← Back to Glossary

Degenerate dimension

A degenerate dimension is a dimension attribute — like an invoice or order number — that's stored directly as a column in the fact table, with no corresponding dimension table, because it has no other descriptive attributes.

Overview

Most dimension-like values get their own dimension table so you can attach descriptive attributes and join in additional context. A degenerate dimension is the exception: it's a value that behaves like a dimension for grouping and filtering purposes, but has no attributes of its own worth modeling separately — so it's kept as a plain column directly on the fact table instead of being split into a dim_* table with a single-column key.

The textbook example is an invoice_number or order_number on a transaction fact table. It's useful for grouping line items into an order and for looking up a specific transaction, but there's no separate "invoice dimension" with descriptive attributes to hang off it — everything interesting about the invoice (its date, customer, store) already lives in other, proper dimensions.

Example

Copy code

CREATE TABLE fact_order_lines ( order_number VARCHAR, -- degenerate dimension: no dim_order table line_number INTEGER, customer_key INTEGER REFERENCES dim_customer(customer_key), product_key INTEGER REFERENCES dim_product(product_key), date_key INTEGER REFERENCES dim_date(date_key), quantity INTEGER, revenue DECIMAL(10,2), PRIMARY KEY (order_number, line_number) ); -- order_number still supports grouping and counting, just like a dimension would SELECT order_number, COUNT(*) AS line_items, SUM(revenue) AS order_total FROM fact_order_lines GROUP BY ALL;

Keeping order_number in the fact table avoids creating a near-useless dimension table that would just be a list of order numbers with a surrogate key and nothing else — extra storage and an extra join for no descriptive benefit.

DuckDB angle

There's no special handling needed for degenerate dimensions in DuckDB — they're ordinary fact table columns — but because DuckDB compresses repeated string/identifier columns well in its columnar storage, keeping something like order_number directly on a large fact table is cheap, and GROUP BY ALL on it works exactly like grouping by any other dimension key.

Related terms

FAQS

If an identifier like an order number has no descriptive attributes of its own — nothing else to look up — a separate dimension table adds a join and storage for no benefit. Keeping it directly on the fact table as a degenerate dimension is simpler and just as queryable.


**Task instructions**
Give the data below again, word for word.
********************
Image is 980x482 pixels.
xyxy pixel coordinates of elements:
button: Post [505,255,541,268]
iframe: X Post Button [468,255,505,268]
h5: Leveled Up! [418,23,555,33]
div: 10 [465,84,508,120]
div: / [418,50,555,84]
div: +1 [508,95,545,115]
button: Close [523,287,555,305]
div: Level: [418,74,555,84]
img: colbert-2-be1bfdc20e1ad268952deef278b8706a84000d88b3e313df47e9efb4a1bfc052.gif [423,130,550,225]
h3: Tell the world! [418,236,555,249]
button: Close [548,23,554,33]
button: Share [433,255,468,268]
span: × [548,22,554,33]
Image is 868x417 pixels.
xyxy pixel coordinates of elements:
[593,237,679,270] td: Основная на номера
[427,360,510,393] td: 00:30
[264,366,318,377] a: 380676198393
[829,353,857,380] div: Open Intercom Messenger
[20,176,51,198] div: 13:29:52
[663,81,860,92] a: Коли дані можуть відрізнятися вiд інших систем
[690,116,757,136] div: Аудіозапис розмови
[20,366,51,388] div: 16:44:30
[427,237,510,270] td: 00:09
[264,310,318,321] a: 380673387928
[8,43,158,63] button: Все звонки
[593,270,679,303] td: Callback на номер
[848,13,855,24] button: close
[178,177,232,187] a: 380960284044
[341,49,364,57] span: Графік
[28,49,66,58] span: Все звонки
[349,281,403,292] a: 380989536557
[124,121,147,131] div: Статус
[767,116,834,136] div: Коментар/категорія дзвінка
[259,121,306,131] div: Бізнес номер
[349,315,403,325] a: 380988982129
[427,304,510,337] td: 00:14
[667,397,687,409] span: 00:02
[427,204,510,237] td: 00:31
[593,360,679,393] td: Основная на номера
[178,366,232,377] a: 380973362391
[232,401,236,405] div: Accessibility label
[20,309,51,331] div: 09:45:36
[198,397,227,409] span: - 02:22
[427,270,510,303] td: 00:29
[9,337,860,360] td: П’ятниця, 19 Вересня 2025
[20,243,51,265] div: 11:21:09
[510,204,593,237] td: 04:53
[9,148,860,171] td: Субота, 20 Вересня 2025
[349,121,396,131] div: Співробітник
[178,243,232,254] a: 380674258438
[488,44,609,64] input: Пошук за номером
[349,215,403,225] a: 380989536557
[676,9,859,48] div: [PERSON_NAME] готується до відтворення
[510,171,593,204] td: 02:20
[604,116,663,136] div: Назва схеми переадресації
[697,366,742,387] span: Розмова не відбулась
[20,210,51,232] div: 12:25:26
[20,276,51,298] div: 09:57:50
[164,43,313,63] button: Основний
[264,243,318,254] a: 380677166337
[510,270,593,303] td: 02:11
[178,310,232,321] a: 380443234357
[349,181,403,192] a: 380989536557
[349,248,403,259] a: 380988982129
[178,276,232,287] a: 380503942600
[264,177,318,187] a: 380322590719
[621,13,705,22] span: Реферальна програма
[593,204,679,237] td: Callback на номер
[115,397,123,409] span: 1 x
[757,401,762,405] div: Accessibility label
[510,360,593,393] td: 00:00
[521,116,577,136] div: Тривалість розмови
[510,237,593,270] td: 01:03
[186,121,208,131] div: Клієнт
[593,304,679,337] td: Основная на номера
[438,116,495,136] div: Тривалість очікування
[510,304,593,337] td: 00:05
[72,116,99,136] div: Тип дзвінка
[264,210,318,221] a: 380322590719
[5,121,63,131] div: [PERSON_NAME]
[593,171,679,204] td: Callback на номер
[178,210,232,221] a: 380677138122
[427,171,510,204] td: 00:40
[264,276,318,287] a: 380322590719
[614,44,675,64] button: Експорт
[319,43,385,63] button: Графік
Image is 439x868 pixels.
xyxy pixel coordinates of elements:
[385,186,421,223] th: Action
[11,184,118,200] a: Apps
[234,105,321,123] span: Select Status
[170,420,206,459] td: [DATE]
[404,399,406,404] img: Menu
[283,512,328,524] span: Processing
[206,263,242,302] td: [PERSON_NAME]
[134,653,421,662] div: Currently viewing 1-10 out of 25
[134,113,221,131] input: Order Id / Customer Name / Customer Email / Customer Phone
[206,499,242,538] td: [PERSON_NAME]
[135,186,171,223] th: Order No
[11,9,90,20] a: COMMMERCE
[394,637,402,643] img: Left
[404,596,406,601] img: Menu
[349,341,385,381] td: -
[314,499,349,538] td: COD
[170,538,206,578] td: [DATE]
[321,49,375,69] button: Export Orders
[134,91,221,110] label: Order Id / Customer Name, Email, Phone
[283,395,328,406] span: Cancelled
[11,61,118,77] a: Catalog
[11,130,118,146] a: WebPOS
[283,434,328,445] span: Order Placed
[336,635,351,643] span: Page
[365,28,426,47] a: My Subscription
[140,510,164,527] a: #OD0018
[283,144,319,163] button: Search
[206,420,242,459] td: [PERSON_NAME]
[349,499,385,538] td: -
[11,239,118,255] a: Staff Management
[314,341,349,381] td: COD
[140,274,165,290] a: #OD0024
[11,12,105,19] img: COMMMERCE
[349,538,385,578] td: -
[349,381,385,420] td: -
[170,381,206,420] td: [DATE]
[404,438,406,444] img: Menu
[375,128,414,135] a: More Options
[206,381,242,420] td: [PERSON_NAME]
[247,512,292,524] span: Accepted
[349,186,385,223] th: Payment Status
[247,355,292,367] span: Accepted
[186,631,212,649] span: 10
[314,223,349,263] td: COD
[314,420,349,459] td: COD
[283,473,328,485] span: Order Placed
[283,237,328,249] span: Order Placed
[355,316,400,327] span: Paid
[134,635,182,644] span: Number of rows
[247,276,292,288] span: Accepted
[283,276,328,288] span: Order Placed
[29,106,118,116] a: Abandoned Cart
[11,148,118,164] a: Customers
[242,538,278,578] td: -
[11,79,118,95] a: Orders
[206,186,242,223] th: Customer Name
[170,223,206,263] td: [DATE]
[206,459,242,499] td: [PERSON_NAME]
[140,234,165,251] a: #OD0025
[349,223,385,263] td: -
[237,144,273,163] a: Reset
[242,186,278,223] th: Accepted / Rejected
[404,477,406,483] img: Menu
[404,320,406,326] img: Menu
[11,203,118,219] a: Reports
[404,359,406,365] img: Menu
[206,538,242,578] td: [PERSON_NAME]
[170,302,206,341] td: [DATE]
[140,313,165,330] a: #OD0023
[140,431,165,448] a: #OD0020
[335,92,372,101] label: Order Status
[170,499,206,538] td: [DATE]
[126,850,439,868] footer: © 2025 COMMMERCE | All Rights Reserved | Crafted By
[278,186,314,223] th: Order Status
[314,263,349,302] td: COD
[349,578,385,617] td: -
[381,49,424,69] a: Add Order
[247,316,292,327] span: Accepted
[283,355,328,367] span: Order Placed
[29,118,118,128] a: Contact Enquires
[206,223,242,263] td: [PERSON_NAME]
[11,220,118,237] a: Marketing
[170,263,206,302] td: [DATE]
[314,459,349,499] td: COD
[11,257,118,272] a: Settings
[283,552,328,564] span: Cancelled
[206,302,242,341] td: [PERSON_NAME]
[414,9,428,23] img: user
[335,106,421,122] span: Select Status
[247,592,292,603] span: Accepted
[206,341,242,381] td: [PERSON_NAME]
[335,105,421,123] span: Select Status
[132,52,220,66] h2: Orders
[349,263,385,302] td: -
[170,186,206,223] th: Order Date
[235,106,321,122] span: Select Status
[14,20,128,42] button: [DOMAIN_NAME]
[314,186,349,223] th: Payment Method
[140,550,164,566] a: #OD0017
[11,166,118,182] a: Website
********************
**Exercise output**
Image is 980x482 pixels.
xyxy pixel coordinates of elements:
button: Post [505,255,541,268]
iframe: X Post Button [468,255,505,268]
h5: Leveled Up! [418,23,555,33]
div: 10 [465,84,508,120]
div: / [418,50,555,84]
div: +1 [508,95,545,115]
button: Close [523,287,555,305]
div: Level: [418,74,555,84]
img: colbert-2-be1bfdc20e1ad268952deef278b8706a84000d88b3e313df47e9efb4a1bfc052.gif [423,130,550,225]
h3: Tell the world! [418,236,555,249]
button: Close [548,23,554,33]
button: Share [433,255,468,268]
span: × [548,22,554,33]
Image is 868x417 pixels.
xyxy pixel coordinates of elements:
[593,237,679,270] td: Основная на номера
[427,360,510,393] td: 00:30
[264,366,318,377] a: 380676198393
[829,353,857,380] div: Open Intercom Messenger
[20,176,51,198] div: 13:29:52
[663,81,860,92] a: Коли дані можуть відрізнятися вiд інших систем
[690,116,757,136] div: Аудіозапис розмови
[20,366,51,388] div: 16:44:30
[427,237,510,270] td: 00:09
[264,310,318,321] a: 380673387928
[8,43,158,63] button: Все звонки
[593,270,679,303] td: Callback на номер
[848,13,855,24] button: close
[178,177,232,187] a: 380960284044
[341,49,364,57] span: Графік
[28,49,66,58] span: Все звонки
[349,281,403,292] a: 380989536557
[124,121,147,131] div: Статус
[767,116,834,136] div: Коментар/категорія дзвінка
[259,121,306,131] div: Бізнес номер
[349,315,403,325] a: 380988982129
[427,304,510,337] td: 00:14
[667,397,687,409] span: 00:02
[427,204,510,237] td: 00:31
[593,360,679,393] td: Основная на номера
[178,366,232,377] a: 380973362391
[232,401,236,405] div: Accessibility label
[20,309,51,331] div: 09:45:36
[198,397,227,409] span: - 02:22
[427,270,510,303] td: 00:29
[9,337,860,360] td: П’ятниця, 19 Вересня 2025
[20,243,51,265] div: 11:21:09
[510,204,593,237] td: 04:53
[9,148,860,171] td: Субота, 20 Вересня 2025
[349,121,396,131] div: Співробітник
[178,243,232,254] a: 380674258438
[488,44,609,64] input: Пошук за номером
[349,215,403,225] a: 380989536557
[676,9,859,48] div: [PERSON_NAME] готується до відтворення
[510,171,593,204] td: 02:20
[604,116,663,136] div: Назва схеми переадресації
[697,366,742,387] span: Розмова не відбулась
[20,210,51,232] div: 12:25:26
[20,276,51,298] div: 09:57:50
[164,43,313,63] button: Основний
[264,243,318,254] a: 380677166337
[510,270,593,303] td: 02:11
[178,310,232,321] a: 380443234357
[349,181,403,192] a: 380989536557
[349,248,403,259] a: 380988982129
[178,276,232,287] a: 380503942600
[264,177,318,187] a: 380322590719
[621,13,705,22] span: Реферальна програма
[593,204,679,237] td: Callback на номер
[115,397,123,409] span: 1 x
[757,401,762,405] div: Accessibility label
[510,360,593,393] td: 00:00
[521,116,577,136] div: Тривалість розмови
[510,237,593,270] td: 01:03
[186,121,208,131] div: Клієнт
[593,304,679,337] td: Основная на номера
[438,116,495,136] div: Тривалість очікування
[510,304,593,337] td: 00:05
[72,116,99,136] div: Тип дзвінка
[264,210,318,221] a: 380322590719
[5,121,63,131] div: [PERSON_NAME]
[593,171,679,204] td: Callback на номер
[178,210,232,221] a: 380677138122
[427,171,510,204] td: 00:40
[264,276,318,287] a: 380322590719
[614,44,675,64] button: Експорт
[319,43,385,63] button: Графік
Image is 439x868 pixels.
xyxy pixel coordinates of elements:
[385,186,421,223] th: Action
[11,184,118,200] a: Apps
[234,105,321,123] span: Select Status
[170,420,206,459] td: [DATE]
[404,399,406,404] img: Menu
[283,512,328,524] span: Processing
[206,263,242,302] td: [PERSON_NAME]
[134,653,421,662] div: Currently viewing 1-10 out of 25
[134,113,221,131] input: Order Id / Customer Name / Customer Email / Customer Phone
[206,499,242,538] td: [PERSON_NAME]
[135,186,171,223] th: Order No
[11,9,90,20] a: COMMMERCE
[394,637,402,643] img: Left
[404,596,406,601] img: Menu
[349,341,385,381] td: -
[314,499,349,538] td: COD
[170,538,206,578] td: [DATE]
[321,49,375,69] button: Export Orders
[134,91,221,110] label: Order Id / Customer Name, Email, Phone
[283,395,328,406] span: Cancelled
[11,61,118,77] a: Catalog
[11,130,118,146] a: WebPOS
[283,434,328,445] span: Order Placed
[336,635,351,643] span: Page
[365,28,426,47] a: My Subscription
[140,510,164,527] a: #OD0018
[283,144,319,163] button: Search
[206,420,242,459] td: [PERSON_NAME]
[349,499,385,538] td: -
[11,239,118,255] a: Staff Management
[314,341,349,381] td: COD
[140,274,165,290] a: #OD0024
[11,12,105,19] img: COMMMERCE
[349,538,385,578] td: -
[349,381,385,420] td: -
[170,381,206,420] td: [DATE]
[404,438,406,444] img: Menu
[375,128,414,135] a: More Options
[206,381,242,420] td: [PERSON_NAME]
[247,512,292,524] span: Accepted
[349,186,385,223] th: Payment Status
[247,355,292,367] span: Accepted
[186,631,212,649] span: 10
[314,223,349,263] td: COD
[314,420,349,459] td: COD
[283,473,328,485] span: Order Placed
[283,237,328,249] span: Order Placed
[355,316,400,327] span: Paid
[134,635,182,644] span: Number of rows
[247,276,292,288] span: Accepted
[283,276,328,288] span: Order Placed
[29,106,118,116] a: Abandoned Cart
[11,148,118,164] a: Customers
[242,538,278,578] td: -
[11,79,118,95] a: Orders
[206,186,242,223] th: Customer Name
[170,223,206,263] td: [DATE]
[206,459,242,499] td: [PERSON_NAME]
[140,234,165,251] a: #OD0025
[349,223,385,263] td: -
[237,144,273,163] a: Reset
[242,186,278,223] th: Accepted / Rejected
[404,477,406,483] img: Menu
[404,320,406,326] img: Menu
[11,203,118,219] a: Reports
[404,359,406,365] img: Menu
[206,538,242,578] td: [PERSON_NAME]
[170,302,206,341] td: [DATE]
[140,313,165,330] a: #OD0023
[140,431,165,448] a: #OD0020
[335,92,372,101] label: Order Status
[170,499,206,538] td: [DATE]
[126,850,439,868] footer: © 2025 COMMMERCE | All Rights Reserved | Crafted By
[278,186,314,223] th: Order Status
[314,263,349,302] td: COD
[349,578,385,617] td: -
[381,49,424,69] a: Add Order
[247,316,292,327] span: Accepted
[283,355,328,367] span: Order Placed
[29,118,118,128] a: Contact Enquires
[206,223,242,263] td: [PERSON_NAME]
[11,220,118,237] a: Marketing
[170,263,206,302] td: [DATE]
[314,459,349,499] td: COD
[11,257,118,272] a: Settings
[283,552,328,564] span: Cancelled
[206,302,242,341] td: [PERSON_NAME]
[414,9,428,23] img: user
[335,106,421,122] span: Select Status
[247,592,292,603] span: Accepted
[206,341,242,381] td: [PERSON_NAME]
[335,105,421,123] span: Select Status
[132,52,220,66] h2: Orders
[349,263,385,302] td: -
[170,186,206,223] th: Order Date
[235,106,321,122] span: Select Status
[14,20,128,42] button: [DOMAIN_NAME]
[314,186,349,223] th: Payment Method
[140,550,164,566] a: #OD0017
[11,166,118,182] a: Website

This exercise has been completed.